Hie away, hie away,
Over bank and over brae,
Where the copsewood is the greenest,
Where the fountains glisten sheenest,
Where the lady-fern grows strongest,
Where the morning dew lies longest,
Where the black-cock sweetest sips it,
Where the fairy latest trips it.
Hie to haunts right seldom seen,
Lovely, lonesome, cool, and green,
Over bank and over brae,
Hie away, hie away.
'Do the verses he sings,' asked Waverley, 'belong to old Scottish poetry, Miss Bradwardine?'
'I believe not,' she replied. 'This poor creature had a brother, and Heaven, as if to compensate to the family Davie's deficiencies, had given him what the hamlet thought uncommon talents. An uncle contrived to educate him for the Scottish kirk, but he could not get preferment because he came from our GROUND. He returned from college hopeless and brokenhearted, and fell into a decline. My father supported him till his death, which happened before he was nineteen. He played beautifully on the flute, and was supposed to have a great turn for poetry. He was affectionate and compassionate to his brother, who followed him like his shadow, and we think that from him Davie gathered many fragments of songs and music unlike those of this country. But if we ask him where he got such a fragment as he is now singing, he either answers with wild and long fits of laughter, or else breaks into tears of lamentation; but was never heard to give any explanation, or to mention his brother's name since his death.'
'Surely,' said Edward, who was readily interested by a tale bordering on the romantic, 'surely more might be learned by more particular inquiry.'
'Perhaps so,' answered Rose; 'but my father will not permit any one to practise on his feelings on this subject.'
By this time the Baron, with the help of Mr. Saunderson, had indued a pair of jack-boots of large dimensions, and now invited our hero to follow him as he stalked clattering down the ample stair-case, tapping each huge balustrade as he passed with the butt of his massive horse-whip, and humming, with the air of a chasseur of Louis Quatorze,—
Pour la chasse ordonnee il faut preparer tout.

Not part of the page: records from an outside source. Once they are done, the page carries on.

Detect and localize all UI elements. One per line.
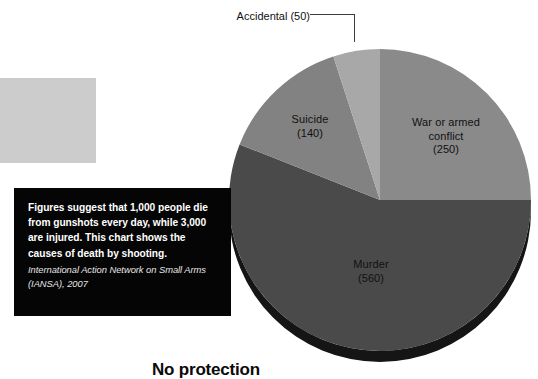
leader-line-vertical [354,14,355,42]
slice-label-suicide-line1: Suicide [274,113,346,127]
slice-label-accidental-value: (50) [290,10,310,22]
slice-label-war-line2: conflict [398,130,494,144]
slice-label-accidental: Accidental (50) [232,10,310,24]
figure-canvas: War or armed conflict (250) Suicide (140… [0,0,538,379]
slice-label-war-line1: War or armed [398,116,494,130]
leader-line-horizontal [310,14,355,15]
accidental-leader-line [310,14,356,42]
slice-label-murder-line1: Murder [330,258,412,272]
slice-label-suicide: Suicide (140) [274,113,346,140]
slice-label-accidental-line1: Accidental [237,10,288,22]
slice-label-war-or-armed-conflict: War or armed conflict (250) [398,116,494,157]
slice-label-war-value: (250) [398,143,494,157]
slice-label-suicide-value: (140) [274,127,346,141]
caption-box: Figures suggest that 1,000 people die fr… [14,188,231,316]
decorative-gray-block [0,78,96,163]
caption-body-text: Figures suggest that 1,000 people die fr… [28,200,217,261]
slice-label-murder: Murder (560) [330,258,412,285]
pie-chart [228,40,532,362]
bottom-section-heading: No protection [152,360,260,379]
slice-label-murder-value: (560) [330,272,412,286]
caption-source-text: International Action Network on Small Ar… [28,263,217,292]
pie-chart-svg [228,40,532,362]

Ho la ho! Vite! vite debout!
CHAPTER XIII
A MORE RATIONAL DAY THAN THE LAST
The Baron of Bradwardine, mounted on an active and well-managed horse, and seated on a demi-pique saddle, with deep housings to agree with his livery, was no bad representative of the old school. His light-coloured embroidered coat, and superbly barred waistcoat, his brigadier wig, surmounted by a small gold-laced cocked-hat, completed his personal costume; but he was attended by two well-mounted servants on horseback, armed with holster- pistols.